In the past year, a number of high level employees quietly left Irrational for similar jobs at other studios. Levine acknowledges that, in some part, departures are a response to the company's abnormally intense iteration practices.
"I'm a bit of a slow chiseler, you know?" says Levine. "So it doesn't bother me that much. I think it's probably tougher for other people on the team. I think that's probably hard for some people."
Nate Wells, the art director of BioShock Infinite, and arguably the best known Irrational employee after Levine, was susceptible to massive creative gutting. This anecdote from a colleague of Wells gives an idea of what iteration, at its most extreme, was like in the office.

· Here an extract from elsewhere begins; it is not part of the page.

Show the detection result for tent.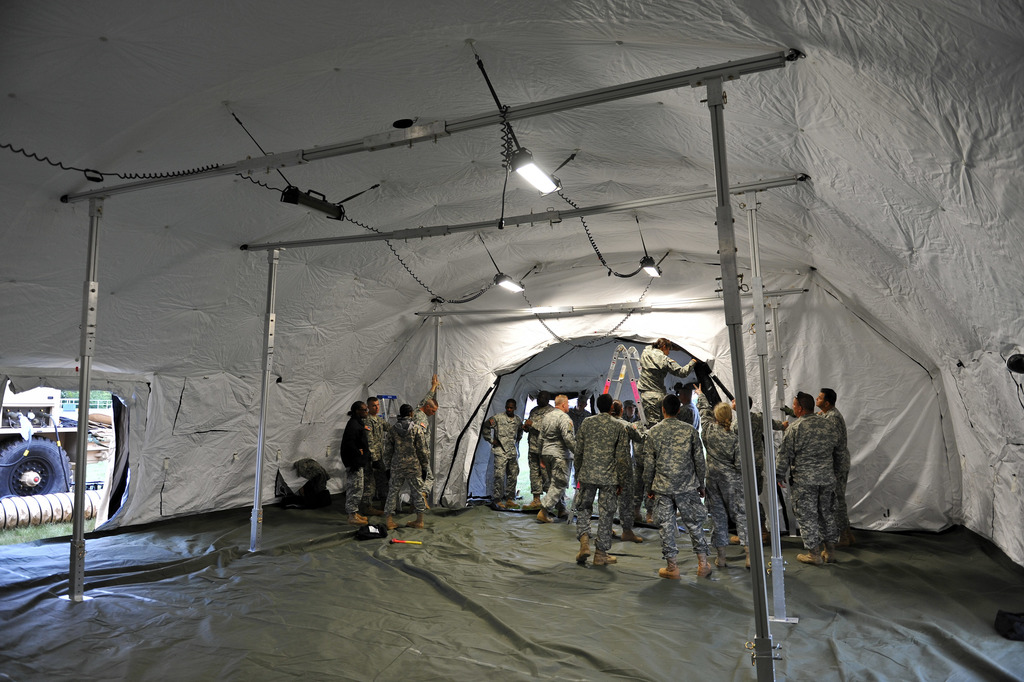
[left=0, top=58, right=947, bottom=619].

Levine and Wells had a blowout fight over Finkton. In BioShock Infinite, Finkton is the shantytown, home to the workers and outcasts of the floating city of Columbia.

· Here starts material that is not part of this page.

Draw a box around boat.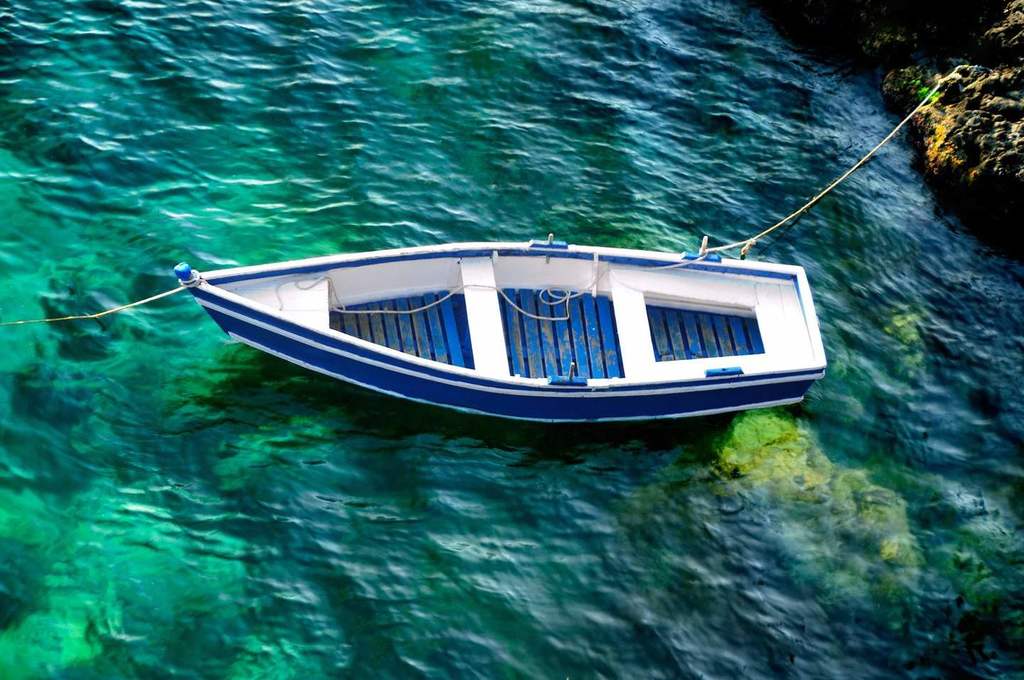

The art team and level designers had been working on Finkton for a long time, with Wells directing the style. The inspiration was like the slums in Jamaica or Key West. All of the housing was wooden and colorful, as if painted by the residents to make the depressed quarters more livable. And each bright shack was stacked atop the next, climbing into the sky like an anthill, with the skyline piercing through it.

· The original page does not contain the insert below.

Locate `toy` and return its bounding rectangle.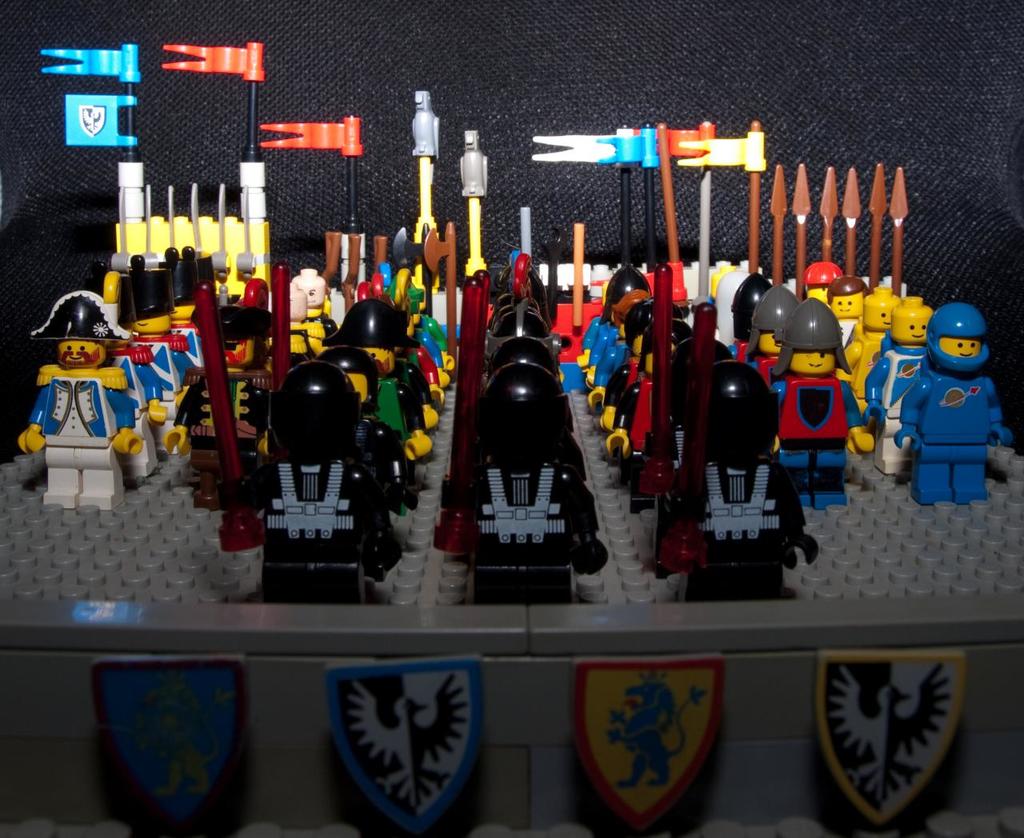
824:169:882:359.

Ken had been in level reviews numerous times. Then one day, the Finkton team was doing a play test, when Ken decided the entire stage was wrong. It looked like the residents lived in garbage. It needed to be beautiful, because Columbia was designed so that even the poor lived beautifully.
It was all wrong. And it had to go.
Wells was furious. Levine had been looking at this for months. In August of this year, Wells announced his new role as art director at Naughty Dog Studios.